Brookfield Office Properties Inc. (BPO) plans to switch one of the two proposed office towers at its Manhattan West development to apartments as it seeks to tap into strong demand for New York housing.

“With a sub-one percent vacancy level, residential is pretty compelling,” Chief Executive Officer Dennis Friedrich said today on the New York-based landlord’s third-quarter earnings conference call.

Brookfield is putting the finishing touches on a plan for the project on Manhattan’s far west side that includes an 850- unit apartment building, Friedrich said. The proposal requires the construction of a platform over railroad tracks that serve Pennsylvania Station to the east of the site.

Manhattan West is one of two major developments planned for the borough’s far west side, where the city wants to extend the Midtown central business district.

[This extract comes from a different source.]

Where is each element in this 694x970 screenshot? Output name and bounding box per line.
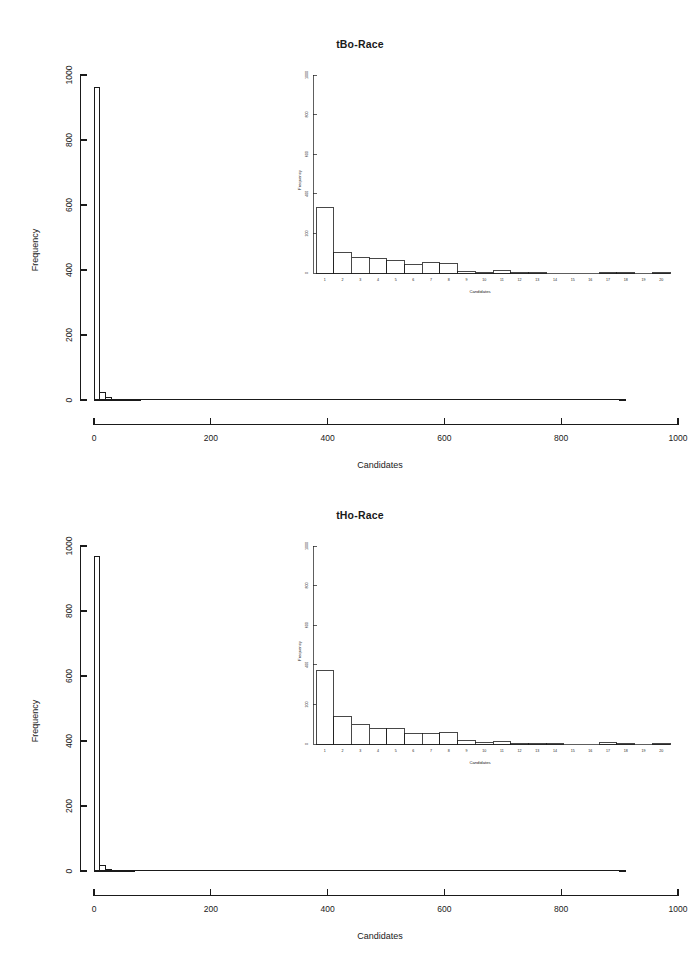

The other, which also requires a deck over rails, is Related Co.’s 12 million-square- foot (1.1 million-square-meter) Hudson Yards project, a half- block west of Brookfield’s trench.

Brookfield’s re-imagined plan would still have offices, Friedrich told analysts. The company would market the office part while the deck is under construction, though the tower wouldn’t be built until it has a committed anchor tenant, he said.
62 Stories

The original plan called for 5.4 million square feet of primarily office space, with some retail and open space included. The tallest building would be 62 stories, according to the project website.

“With the changes we are now able to build two buildings on that project really in the same time frame as opposed to sequentially building office buildings further out in time,” Friedrich said. “The market for residential is robust, you don’t have the same pre-leasing profile. You build more to spec, based upon how confident you feel.”

The median monthly rent of a Manhattan apartment jumped 10 percent in September from a year earlier to $3,195, just 2.1 percent below its 2006 peak, according to data from appraiser Miller Samuel Inc. and broker Prudential Douglas Elliman Real Estate. The market should continue show strength over the next year to two years, Miller Samuel President Jonathan Miller said in an interview last month.
Rail Agreements

Friedrich didn’t specify a start date for the Manhattan West project. Agreements with railroad operators on the plan to deck over the rails, which move about 100,000 people each weekday into and out of Penn Station, are virtually complete, he said. The tracks serve Amtrak, New Jersey Transit and the Long Island Rail Road.

“We’re just getting our last ducks in order,” he said.

Third-quarter funds from operations, a gauge of a property company’s ability to generate cash, fell 2.4 percent from a year earlier to $164 million, Brookfield reported today. FFO per share was 29 cents, exceeding the 28-cent average estimate of 13 analysts surveyed by Bloomberg.

Brookfield rose 3.9 percent to $16.20 at 3:29 p.m. in New York trading. The company said on its conference call that it estimates its portfolio to be worth about $19.50 a share.